Expectations of labour market development used in the predictions are based on forecasts by the Ministry of Labour and Social Affairs, the Czech National Bank, and the Czech Banking Association released in January and February 2021. The model includes all relevant measures introduced in response to the pandemic up to and including March 2021.

The total SHI revenues had gradually grown in recent years due to favourable macroeconomic situation. Their growth pace remained similar even in 2020 and would be so probably also in 2021.

However, in contrast to previous years, this is only as a result of increased state payments into the SHI budget in response to the pandemic (+20 billion CZK in 2020 and +50 billion CZK in 2021, an overall increase of 74% per a so-called state insuree over these two years), and a re-established requirement for self-employed workers to pay minimum monthly health insurance contributions throughout 2021. We anticipate that revenues from contributions paid by economically active individuals will decline across 2021 and will increase only slightly in 2022.

Between 2022 and 2024, state payments into the SHI system will not balance out substantially slower growth in collected contributions from economically active individuals, unless the state payments are further increased. In this period, total SHI revenues are expected to grow at only around 3% per year.

This translates into the annual increase in SHI revenues of only around 10 billion CZK, including the state payment, in 2022-2024. This is substantially less than the year-on-year growth of 17-20 billion CZK in the years before the pandemic.

The medium-term outlook predicting a drop in SHI expenditures in the 2021 Health Insurance Budgetary Plans (ZPP2021), stands in contradiction to previous trends and experience with reimbursement negotiations and appears to be underestimated. The health insurers' real expenditures for 2021 will be substantially higher than those planned in the ZPP2021, by at least 33 billion CZK.

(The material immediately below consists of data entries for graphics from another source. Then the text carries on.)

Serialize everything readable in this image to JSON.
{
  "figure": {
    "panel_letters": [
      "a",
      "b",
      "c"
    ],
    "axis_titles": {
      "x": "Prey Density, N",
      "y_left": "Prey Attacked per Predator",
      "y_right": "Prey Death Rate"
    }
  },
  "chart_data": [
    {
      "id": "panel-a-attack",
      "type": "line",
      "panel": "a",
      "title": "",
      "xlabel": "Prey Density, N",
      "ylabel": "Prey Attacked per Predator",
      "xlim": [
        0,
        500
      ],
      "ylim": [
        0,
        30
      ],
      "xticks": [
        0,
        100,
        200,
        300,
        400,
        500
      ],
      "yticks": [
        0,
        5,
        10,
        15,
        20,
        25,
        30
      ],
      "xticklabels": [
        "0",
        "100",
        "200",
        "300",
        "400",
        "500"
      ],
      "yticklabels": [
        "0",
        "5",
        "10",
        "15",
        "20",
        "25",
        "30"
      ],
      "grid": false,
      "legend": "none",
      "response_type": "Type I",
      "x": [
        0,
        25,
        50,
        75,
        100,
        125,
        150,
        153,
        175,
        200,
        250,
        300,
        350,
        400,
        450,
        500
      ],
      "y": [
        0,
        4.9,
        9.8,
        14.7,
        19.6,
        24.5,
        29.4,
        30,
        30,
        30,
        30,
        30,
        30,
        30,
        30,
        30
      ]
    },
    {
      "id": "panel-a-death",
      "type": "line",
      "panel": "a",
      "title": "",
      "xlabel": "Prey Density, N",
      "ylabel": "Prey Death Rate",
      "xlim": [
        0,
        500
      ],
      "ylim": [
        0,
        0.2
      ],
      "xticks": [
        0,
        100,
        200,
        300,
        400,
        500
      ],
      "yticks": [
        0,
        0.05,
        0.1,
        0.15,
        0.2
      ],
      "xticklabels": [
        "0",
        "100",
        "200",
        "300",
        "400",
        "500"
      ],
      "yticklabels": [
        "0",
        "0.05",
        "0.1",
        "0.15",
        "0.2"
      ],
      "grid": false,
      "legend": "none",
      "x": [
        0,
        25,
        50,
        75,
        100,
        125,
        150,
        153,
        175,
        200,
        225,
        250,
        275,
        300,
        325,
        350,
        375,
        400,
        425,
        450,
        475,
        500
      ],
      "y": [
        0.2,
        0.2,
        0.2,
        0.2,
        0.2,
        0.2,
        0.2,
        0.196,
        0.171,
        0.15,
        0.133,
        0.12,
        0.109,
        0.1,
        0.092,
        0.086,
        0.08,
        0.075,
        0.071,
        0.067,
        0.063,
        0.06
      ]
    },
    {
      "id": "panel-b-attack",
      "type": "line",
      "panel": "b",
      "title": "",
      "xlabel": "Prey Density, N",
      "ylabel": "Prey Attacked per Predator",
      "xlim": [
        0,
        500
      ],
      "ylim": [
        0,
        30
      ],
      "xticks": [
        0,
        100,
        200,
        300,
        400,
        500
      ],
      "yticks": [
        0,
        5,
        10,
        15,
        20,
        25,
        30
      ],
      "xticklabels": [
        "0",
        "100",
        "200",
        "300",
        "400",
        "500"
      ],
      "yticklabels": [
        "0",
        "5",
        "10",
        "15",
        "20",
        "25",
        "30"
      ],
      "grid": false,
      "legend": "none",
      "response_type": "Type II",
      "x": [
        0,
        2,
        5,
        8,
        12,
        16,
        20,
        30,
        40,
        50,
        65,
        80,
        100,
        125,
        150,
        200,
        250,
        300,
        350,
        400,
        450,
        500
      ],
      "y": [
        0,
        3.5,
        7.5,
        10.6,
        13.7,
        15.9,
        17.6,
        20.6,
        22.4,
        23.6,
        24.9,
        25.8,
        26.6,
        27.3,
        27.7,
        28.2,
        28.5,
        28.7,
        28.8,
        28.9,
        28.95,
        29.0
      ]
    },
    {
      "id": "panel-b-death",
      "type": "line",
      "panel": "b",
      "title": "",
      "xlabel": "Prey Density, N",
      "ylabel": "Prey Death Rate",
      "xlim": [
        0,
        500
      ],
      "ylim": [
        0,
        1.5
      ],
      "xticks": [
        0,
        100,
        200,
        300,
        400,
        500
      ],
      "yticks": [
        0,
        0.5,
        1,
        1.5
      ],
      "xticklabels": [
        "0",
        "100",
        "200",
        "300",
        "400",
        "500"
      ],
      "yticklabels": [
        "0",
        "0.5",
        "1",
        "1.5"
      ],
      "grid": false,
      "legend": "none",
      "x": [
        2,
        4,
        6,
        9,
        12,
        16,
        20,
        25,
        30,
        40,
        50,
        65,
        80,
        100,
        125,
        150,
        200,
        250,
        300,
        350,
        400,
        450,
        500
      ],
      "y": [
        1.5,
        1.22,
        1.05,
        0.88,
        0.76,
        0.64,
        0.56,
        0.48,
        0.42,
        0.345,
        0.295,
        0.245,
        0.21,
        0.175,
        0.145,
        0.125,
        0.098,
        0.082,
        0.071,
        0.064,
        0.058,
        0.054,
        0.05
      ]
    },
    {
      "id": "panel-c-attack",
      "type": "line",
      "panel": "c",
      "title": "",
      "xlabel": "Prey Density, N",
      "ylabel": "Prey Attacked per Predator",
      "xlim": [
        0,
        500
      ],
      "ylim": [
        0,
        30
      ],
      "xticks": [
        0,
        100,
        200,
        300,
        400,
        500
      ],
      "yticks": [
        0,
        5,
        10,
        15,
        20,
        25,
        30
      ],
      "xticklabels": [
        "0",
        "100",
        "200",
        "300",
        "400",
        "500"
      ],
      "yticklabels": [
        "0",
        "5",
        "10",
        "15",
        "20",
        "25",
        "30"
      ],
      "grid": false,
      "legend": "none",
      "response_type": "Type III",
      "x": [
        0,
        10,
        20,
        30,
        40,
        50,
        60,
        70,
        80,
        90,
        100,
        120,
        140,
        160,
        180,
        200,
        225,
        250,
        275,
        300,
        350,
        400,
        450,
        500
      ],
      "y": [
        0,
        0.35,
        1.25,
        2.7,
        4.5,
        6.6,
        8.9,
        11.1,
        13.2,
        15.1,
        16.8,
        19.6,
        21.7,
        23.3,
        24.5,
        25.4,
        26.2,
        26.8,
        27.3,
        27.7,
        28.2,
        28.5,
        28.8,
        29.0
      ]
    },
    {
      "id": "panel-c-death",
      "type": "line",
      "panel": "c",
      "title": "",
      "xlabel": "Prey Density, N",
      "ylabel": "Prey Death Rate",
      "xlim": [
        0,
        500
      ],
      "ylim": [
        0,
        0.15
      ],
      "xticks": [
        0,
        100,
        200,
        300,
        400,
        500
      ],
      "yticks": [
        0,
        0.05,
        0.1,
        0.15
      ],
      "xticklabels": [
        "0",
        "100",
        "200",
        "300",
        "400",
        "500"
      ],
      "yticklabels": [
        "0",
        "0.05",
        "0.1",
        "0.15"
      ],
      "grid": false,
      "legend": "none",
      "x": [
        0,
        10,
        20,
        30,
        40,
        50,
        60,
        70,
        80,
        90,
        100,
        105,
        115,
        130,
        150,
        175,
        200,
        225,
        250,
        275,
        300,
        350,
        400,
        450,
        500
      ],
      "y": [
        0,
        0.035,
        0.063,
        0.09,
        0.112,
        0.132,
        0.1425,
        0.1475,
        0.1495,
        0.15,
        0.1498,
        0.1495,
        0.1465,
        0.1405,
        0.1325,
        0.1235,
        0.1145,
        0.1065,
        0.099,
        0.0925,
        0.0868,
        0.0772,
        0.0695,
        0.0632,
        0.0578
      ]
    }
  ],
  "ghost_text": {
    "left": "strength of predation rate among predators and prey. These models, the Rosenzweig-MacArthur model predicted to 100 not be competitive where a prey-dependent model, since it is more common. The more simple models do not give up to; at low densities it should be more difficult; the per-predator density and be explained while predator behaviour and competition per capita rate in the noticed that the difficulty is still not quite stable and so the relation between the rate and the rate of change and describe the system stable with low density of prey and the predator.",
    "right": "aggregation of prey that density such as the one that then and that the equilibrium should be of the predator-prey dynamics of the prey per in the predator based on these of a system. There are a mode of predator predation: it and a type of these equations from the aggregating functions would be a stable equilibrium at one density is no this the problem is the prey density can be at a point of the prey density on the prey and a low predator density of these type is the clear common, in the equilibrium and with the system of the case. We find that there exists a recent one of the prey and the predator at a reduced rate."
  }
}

This is because the expenditures will be inflated by additional costs as a result of the, including vaccination, testing, bonuses for medical staff, and reimbursements for large numbers of Covid-19 patients in hospitals. Therefore, the original SHI budgetary plan of only a slight deficit in health care funding in 2021 is not realistic.

Though the increased state payment improved the SHI revenue situation, the system will still operate at a substantial loss in 2021, which it will cover from reserves built up in recent years, however. These reserves will very likely be used up during 2021, whereas the SHI system may then run up annual deficits of tens of billions of CZK in the coming years.

Our predictions also show the importance for the state job support schemes initiated during the pandemic to continue, and the substantial impact the course of the pandemic has had on the SHI revenues. The decision as to whether, and to what extent, to extend supportive job retention measures for the remaining eight months of 2021 could make a difference of up to 10 billion CZK in anticipated revenues to the social health insurance system.

Further any worsening of the epidemiological situation could reduce SHI revenues by between 1.5 and 5 billion CZK per year. In such a case, contributions collected from employees and their employers may not even reach their pre-pandemic (2019) levels during 2022.

The analysis we present demonstrates the necessity of finding additional sources of revenues for the social health insurance system, including launching a discussion on higher health insurance contributions or additional raises in state payments. The alternatives would include expenditure-side measures, including increase in health care providers' productivity, which, however, would have to be implemented in the nearest future.

Other unpopular measures to reduce expenditures would lead to limiting the availability of health services, compromising on quality, imposing wage freezes or pay cuts in medical professions, or to the development of secondary insolvency among health care service providers. At the time of publishing this study, new predictions of macroeconomic development and the government's preliminary plans regarding the amount of state budget contributions for state insured persons to the SHI, were released.

The partial effects of these new facts on the key conclusions of the study are described in the final section of the study.